What lingers is not the gag but the after-gag: the sense that every celebration is merely a sentencing postponed. Fleischer refuses catharsis. There is no punchline, only a puncture. The screen irises out, not into comforting black, but into a live-action shot of the animator’s table littered with half-empty ink bottles. One bottle tips, its contents spreading into the shape of a birthday candle that never stops burning, even as the lights in the theater come up. You walk out tasting iron, as if you’ve been chewing on film stock instead of popcorn.
Historians slot The Birthday alongside The Country Cousin as moralist fable about urban temptation. I dissent. Fleischer’s agenda is ontological: he wants to prove that animation is the one art where death can be storyboarded yet never achieved. Koko will relive this party ad infinitum, a Sisyphean jester trapped between sprockets. Compare this to the eschatological finality of A halál után where death arrives as romantic release. Fleischer denies even that mercy.
Technical bravura abounds. Note the multiplane improvisation: a glass pane slides horizontally, allowing the cake to recede into deep space while Koko remains foregrounded. This predates Disney’s multiplane camera by a full decade, achieved with nothing more than a kitchen table, a pane of window glass, and the devil’s own patience. Shadows are cast by real objects onto the cels—an early form of rotoscapped chiaroscuro that makes Koko’s silhouette quiver with baroque menace.
Soundtrack advisories: contemporary exhibitors often accompany this print with jaunty ragtime, neutering its menace. Seek instead venues that commission dissonant quartets—prepared piano, musical saw, detuned music-boxes.
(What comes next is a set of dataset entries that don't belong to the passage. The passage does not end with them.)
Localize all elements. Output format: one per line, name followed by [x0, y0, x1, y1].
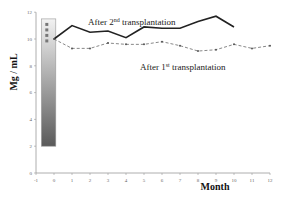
axes: 024681012-10123456789101112 [27, 10, 273, 183]
data-point [251, 47, 253, 49]
y-tick-label: 6 [30, 90, 33, 95]
annotation-2nd: After 2nd transplantation [88, 17, 176, 27]
y-tick-label: 10 [27, 37, 33, 42]
gradient-bar-rect [41, 19, 55, 146]
data-point [161, 41, 163, 43]
gradient-bar [41, 19, 55, 146]
x-tick-label: 6 [161, 178, 164, 183]
data-point [215, 49, 217, 51]
x-tick-label: 11 [250, 178, 255, 183]
data-point [71, 47, 73, 49]
x-tick-label: 1 [71, 178, 74, 183]
x-tick-label: -1 [34, 178, 39, 183]
y-tick-label: 2 [30, 144, 33, 149]
y-axis-title: Mg / mL [8, 53, 19, 91]
data-point [269, 45, 271, 47]
data-point [197, 50, 199, 52]
data-point [143, 43, 145, 45]
x-tick-label: 5 [143, 178, 146, 183]
x-tick-label: 2 [89, 178, 92, 183]
x-tick-label: 7 [179, 178, 182, 183]
data-point [125, 43, 127, 45]
marker-square [45, 28, 48, 31]
data-point [107, 42, 109, 44]
x-tick-label: 0 [53, 178, 56, 183]
data-point [53, 38, 55, 40]
y-tick-label: 0 [30, 171, 33, 176]
y-tick-label: 8 [30, 64, 33, 69]
data-point [233, 43, 235, 45]
x-tick-label: 8 [197, 178, 200, 183]
annotation-1st: After 1st transplantation [140, 62, 226, 72]
x-tick-label: 12 [268, 178, 274, 183]
marker-square [45, 23, 48, 26]
x-tick-label: 3 [107, 178, 110, 183]
marker-square [45, 39, 48, 42]
marker-square [45, 34, 48, 37]
x-axis-title: Month [201, 181, 230, 192]
annotations: After 2nd transplantationAfter 1st trans… [88, 17, 226, 72]
data-point [179, 45, 181, 47]
x-tick-label: 4 [125, 178, 128, 183]
y-tick-label: 12 [27, 10, 33, 15]
x-tick-label: 10 [232, 178, 238, 183]
line-chart: 024681012-10123456789101112 Mg / mL Mont… [0, 0, 285, 200]
data-point [89, 47, 91, 49]
y-tick-label: 4 [30, 117, 33, 122]
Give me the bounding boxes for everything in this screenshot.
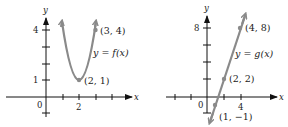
point-label-2-2: (2, 2) — [229, 73, 255, 84]
origin-label: 0 — [198, 100, 203, 110]
figure: 2 1 4 0 x y (2, 1) (3, 4) y = f(x) — [0, 0, 288, 127]
y-axis-label: y — [42, 5, 48, 15]
graph-g: 4 8 0 x y (1, −1) (2, 2) (4, 8) y = g(x) — [166, 3, 284, 123]
x-axis-label: x — [134, 92, 139, 102]
point-1-neg1 — [213, 103, 217, 107]
point-label-4-8: (4, 8) — [245, 22, 271, 33]
point-2-2 — [222, 77, 226, 81]
curve-f — [62, 22, 96, 80]
point-3-4 — [93, 28, 97, 32]
point-4-8 — [238, 26, 242, 30]
point-label-3-4: (3, 4) — [100, 25, 126, 36]
y-tick-label-8: 8 — [194, 23, 199, 33]
x-tick-label-2: 2 — [76, 102, 81, 112]
y-tick-label-1: 1 — [33, 75, 38, 85]
graph-f: 2 1 4 0 x y (2, 1) (3, 4) y = f(x) — [6, 5, 139, 117]
function-label-g: y = g(x) — [234, 48, 274, 59]
point-label-1-neg1: (1, −1) — [219, 111, 253, 122]
function-label-f: y = f(x) — [92, 47, 129, 58]
point-label-2-1: (2, 1) — [84, 75, 110, 86]
x-axis-label: x — [279, 92, 284, 102]
origin-label: 0 — [37, 100, 42, 110]
y-axis-label: y — [203, 3, 209, 13]
point-2-1 — [77, 78, 81, 82]
y-tick-label-4: 4 — [33, 25, 38, 35]
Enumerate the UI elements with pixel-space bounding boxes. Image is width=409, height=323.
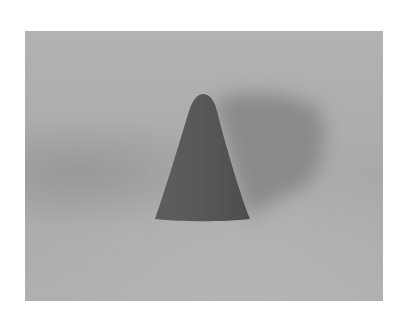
photograph bbox=[25, 31, 383, 301]
photo-scene bbox=[25, 31, 383, 301]
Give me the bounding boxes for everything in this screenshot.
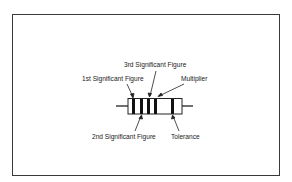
- pointer-3rd: [150, 71, 156, 96]
- band-multiplier: [154, 99, 157, 114]
- label-2nd-significant: 2nd Significant Figure: [92, 133, 156, 141]
- band-3rd-significant: [147, 99, 150, 114]
- band-tolerance: [171, 99, 174, 114]
- pointer-multiplier: [159, 84, 184, 96]
- band-2nd-significant: [140, 99, 143, 114]
- resistor-diagram: 3rd Significant Figure 1st Significant F…: [0, 0, 292, 182]
- label-multiplier: Multiplier: [181, 75, 208, 83]
- label-tolerance: Tolerance: [171, 133, 200, 140]
- label-1st-significant: 1st Significant Figure: [82, 75, 144, 83]
- label-3rd-significant: 3rd Significant Figure: [124, 61, 187, 69]
- band-1st-significant: [132, 99, 135, 114]
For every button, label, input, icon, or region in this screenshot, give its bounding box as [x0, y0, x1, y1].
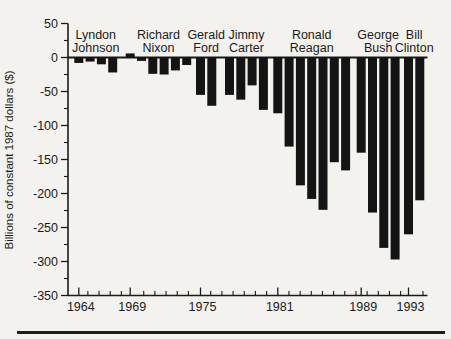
y-tick-label--350: -350: [33, 289, 58, 303]
y-tick-label--250: -250: [33, 221, 58, 235]
bar-1994: [415, 58, 424, 201]
bar-1964: [74, 58, 83, 63]
x-tick-label-1989: 1989: [349, 300, 377, 314]
y-tick-label-0: 0: [51, 51, 58, 65]
x-tick-label-1964: 1964: [67, 300, 95, 314]
x-tick-label-1981: 1981: [266, 300, 294, 314]
x-tick-label-1969: 1969: [118, 300, 146, 314]
bar-1990: [368, 58, 377, 213]
bar-1967: [108, 58, 117, 73]
bar-1978: [236, 58, 245, 100]
bar-1991: [379, 58, 388, 248]
bar-1980: [259, 58, 268, 110]
x-tick-label-1975: 1975: [189, 300, 217, 314]
y-tick-label--200: -200: [33, 187, 58, 201]
bar-1986: [330, 58, 339, 163]
president-label-lyndon-johnson-line2: Johnson: [72, 41, 119, 55]
bar-1974: [182, 58, 191, 65]
scanned-textbook-page: Billions of constant 1987 dollars ($) 50…: [0, 0, 451, 339]
president-label-george-bush-line2: Bush: [364, 41, 393, 55]
bar-1989: [357, 58, 366, 153]
deficit-bar-chart: Billions of constant 1987 dollars ($) 50…: [0, 0, 451, 339]
bar-1976: [207, 58, 216, 106]
president-label-ronald-reagan-line2: Reagan: [290, 41, 334, 55]
bar-1973: [171, 58, 180, 71]
chart-generated-content: 500-50-100-150-200-250-300-350LyndonJohn…: [17, 17, 445, 334]
bar-1981: [273, 58, 282, 114]
y-tick-label--150: -150: [33, 153, 58, 167]
y-tick-label--50: -50: [40, 85, 58, 99]
president-label-jimmy-carter-line2: Carter: [229, 41, 264, 55]
bar-1972: [160, 58, 169, 75]
page-bottom-rule: [17, 331, 445, 334]
bar-1969: [126, 53, 135, 57]
bar-1965: [86, 58, 95, 62]
bar-1985: [319, 58, 328, 210]
x-tick-label-1993: 1993: [397, 300, 425, 314]
bar-1993: [404, 58, 413, 235]
y-tick-label-50: 50: [44, 17, 58, 31]
y-axis-title: Billions of constant 1987 dollars ($): [3, 70, 15, 249]
y-tick-label--300: -300: [33, 255, 58, 269]
bar-1966: [97, 58, 106, 65]
bar-1979: [248, 58, 257, 86]
bar-1971: [148, 58, 157, 74]
bar-1982: [285, 58, 294, 147]
bar-1987: [341, 58, 350, 171]
bar-1970: [137, 58, 146, 61]
president-label-richard-nixon-line2: Nixon: [142, 41, 174, 55]
bar-1992: [391, 58, 400, 260]
bar-1977: [225, 58, 234, 95]
president-label-gerald-ford-line2: Ford: [193, 41, 219, 55]
bar-1984: [307, 58, 316, 199]
y-tick-label--100: -100: [33, 119, 58, 133]
bar-1975: [196, 58, 205, 95]
president-label-bill-clinton-line2: Clinton: [395, 41, 434, 55]
bar-1983: [296, 58, 305, 186]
The discord should feel like a migraine aura, the precise frequency where childhood nostalgia and existential nausea cancel each other out.
Legacy-wise, trace Koko’s DNA in everything from Eraserhead’s man-in-the-planet to Spirited Away’s kaonashi. Yet no successor dared replicate the film’s core cruelty: the idea that creators hate their creations, that every drawn line is a scar. Even marriage comedies of the era granted their protagonists contractual happiness. Fleischer grants only a contractual loop, renewable in perpetuity.
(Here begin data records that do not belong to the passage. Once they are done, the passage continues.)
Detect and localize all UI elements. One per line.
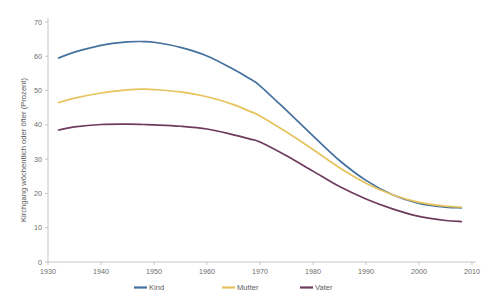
y-tick-label: 60 bbox=[34, 52, 42, 61]
legend-label-vater: Vater bbox=[315, 283, 333, 292]
y-tick-group: 010203040506070 bbox=[34, 18, 48, 267]
x-tick-label: 1990 bbox=[358, 267, 374, 276]
x-tick-label: 1960 bbox=[199, 267, 215, 276]
series-line-mutter bbox=[59, 89, 462, 207]
y-tick-label: 70 bbox=[34, 18, 42, 27]
x-tick-label: 1970 bbox=[252, 267, 268, 276]
legend-item-vater[interactable]: Vater bbox=[300, 283, 333, 292]
x-tick-label: 2000 bbox=[411, 267, 427, 276]
x-tick-group: 193019401950196019701980199020002010 bbox=[40, 262, 480, 276]
y-axis-label: Kirchgang wöchentlich oder öfter (Prozen… bbox=[19, 78, 28, 222]
legend-label-mutter: Mutter bbox=[237, 283, 259, 292]
y-tick-label: 30 bbox=[34, 155, 42, 164]
y-tick-label: 50 bbox=[34, 86, 42, 95]
y-tick-label: 40 bbox=[34, 120, 42, 129]
axis-lines bbox=[48, 18, 476, 262]
x-tick-label: 1950 bbox=[146, 267, 162, 276]
legend-label-kind: Kind bbox=[149, 283, 164, 292]
y-tick-label: 10 bbox=[34, 223, 42, 232]
y-tick-label: 0 bbox=[38, 258, 42, 267]
x-tick-label: 1940 bbox=[93, 267, 109, 276]
x-tick-label: 2010 bbox=[464, 267, 480, 276]
legend-group: KindMutterVater bbox=[134, 283, 333, 292]
x-tick-label: 1980 bbox=[305, 267, 321, 276]
series-line-vater bbox=[59, 124, 462, 221]
legend-item-kind[interactable]: Kind bbox=[134, 283, 164, 292]
chart-container: Kirchgang wöchentlich oder öfter (Prozen… bbox=[0, 0, 491, 306]
axes-group bbox=[48, 18, 476, 262]
y-tick-label: 20 bbox=[34, 189, 42, 198]
series-group bbox=[59, 41, 462, 221]
line-chart: Kirchgang wöchentlich oder öfter (Prozen… bbox=[0, 0, 491, 306]
x-tick-label: 1930 bbox=[40, 267, 56, 276]
y-axis-label-group: Kirchgang wöchentlich oder öfter (Prozen… bbox=[19, 78, 28, 222]
legend-item-mutter[interactable]: Mutter bbox=[222, 283, 259, 292]
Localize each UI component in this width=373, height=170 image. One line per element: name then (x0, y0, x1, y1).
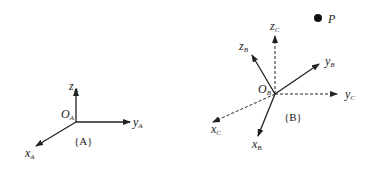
frame-a-origin-label: OA (61, 107, 75, 122)
frame-a-x-label: xA (24, 146, 35, 161)
frame-b-name: {B} (284, 111, 302, 123)
frame-b-y-axis (275, 64, 319, 94)
frame-b-z-label: zB (238, 39, 249, 54)
frame-a-y-label: yA (132, 115, 143, 130)
point-p: P (314, 12, 336, 26)
frame-b: zC yC xC zB yB xB OB {B} (210, 19, 355, 152)
frame-a-x-axis (36, 122, 76, 146)
frame-a-z-label: zA (68, 79, 79, 94)
frame-b-x-label: xB (251, 137, 262, 152)
frame-c-x-label: xC (210, 122, 221, 137)
frame-a-name: {A} (74, 135, 93, 147)
frame-c-z-label: zC (269, 19, 280, 34)
frame-c-y-label: yC (344, 87, 355, 102)
coordinate-frames-diagram: zA yA xA OA {A} zC yC xC zB yB xB OB {B}… (0, 0, 373, 170)
point-p-label: P (327, 12, 336, 26)
point-p-dot (314, 14, 322, 22)
frame-b-y-label: yB (324, 54, 335, 69)
frame-a: zA yA xA OA {A} (24, 79, 143, 161)
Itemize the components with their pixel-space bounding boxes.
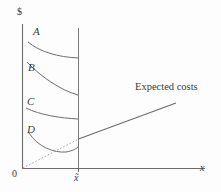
y-axis-label: $ [17, 7, 22, 17]
curve-label-b: B [28, 62, 35, 73]
expected-costs-label: Expected costs [135, 82, 198, 93]
curve-label-a: A [33, 26, 40, 37]
origin-label: 0 [12, 169, 17, 179]
curve-label-c: C [27, 96, 34, 107]
cost-curves-figure: $ x 0 x̃ A B C D Expected costs [0, 0, 221, 192]
x-axis-label: x [200, 163, 204, 173]
curve-label-d: D [27, 124, 35, 135]
expected-costs-line [79, 103, 177, 139]
cost-curve-a [28, 42, 78, 58]
expected-costs-dotted-segment [23, 139, 79, 168]
x-tilde-tick-label: x̃ [74, 173, 78, 183]
cost-curve-d [29, 133, 78, 152]
cost-curve-c [26, 108, 78, 119]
So when your next birthday rolls around and someone dims the lights to sing the familiar song, remember Koko’s flame that refused to die. Consider that every candle is a miniature projector, each puff of breath a futile attempt at exorcism. And if, in the flicker of the dying match, you glimpse a white glove offering you a slice of cake that bleeds ink, do not eat it. Politely decline. You have been invited to Fleischer’s party once. No one survives a second RSVP.